* [TASK DESCRIPTION]: Give the data again exactly as it is written.

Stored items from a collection
==============================

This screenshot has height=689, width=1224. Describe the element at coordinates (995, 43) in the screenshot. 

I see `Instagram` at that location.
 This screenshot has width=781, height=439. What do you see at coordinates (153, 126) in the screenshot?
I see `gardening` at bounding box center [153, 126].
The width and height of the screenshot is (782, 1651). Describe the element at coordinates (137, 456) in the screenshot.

==============================

* [EXPECTED OUTPUT]:
This screenshot has height=689, width=1224. Describe the element at coordinates (995, 43) in the screenshot. 

I see `Instagram` at that location.
 This screenshot has width=781, height=439. What do you see at coordinates (153, 126) in the screenshot?
I see `gardening` at bounding box center [153, 126].
The width and height of the screenshot is (782, 1651). Describe the element at coordinates (137, 456) in the screenshot.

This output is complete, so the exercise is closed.